I don’t know why it is exactly that creativity and depression go hand in hand, but I’m sort of happy that they do insofar that there has to be someone who is able to stand enough outside of civilization to comment on it.  Maybe it’s just a kind of exile.  You know, when Joyce says, “Silence, exile and cunning are the ways to become great artists,” in "Portrait of the Artist as the Young Man"... I take the exile part to heart.  You need to be able to sit outside a little bit, to look clearly at what’s happening, but that also presupposes that you’re not in society and thus not part of its happy throngs.  

Question:
Have anti-depressant medications hurt our culture's creativity?
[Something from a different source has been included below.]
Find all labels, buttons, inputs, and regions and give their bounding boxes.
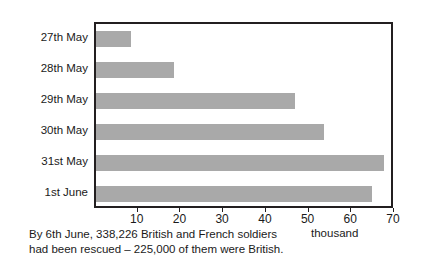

Rick Moody: I was talking to Mary Gaitskill about this, the novelist Mary Gaitskill, and we were particularly discussing the suppression of libido in contemporary anti-depressant medication.  And her theory was that, you had to be sad a little bit in order to have great sex.  So the two go hand in hand.  As you suppress the sadness, you also suppress the sexual impulse in some way and you sort of go contentedly along in life incapable of the most passionate moments, you know?  And it’s possible that something similar happens to art.  If you sort of have everybody operating at this contented mean, you don’t enable the sorts of outrage or the kinds of passionate enthusiasm that make important art happen.  

I mean I suspect, I’ve never been on Prozac or any of those kinds of medications, but I suspect that people who are still enjoy great art and are perfectly capable of liking a great novel no matter how challenging it is, you know? And they would say it’s not... that their medication is not interruptive of that experience. But then how does it work for the people who make it, you know?  

David Wallace is perhaps an example.  You know, I think his depression enabled him to be the great artist that he was.  It also was perhaps the thing that killed him, you know?  But it’s also true that he was unable to finish a novel after "Infinite Jest," and he was on medication for awhile.  So who knows, maybe there is some connection there.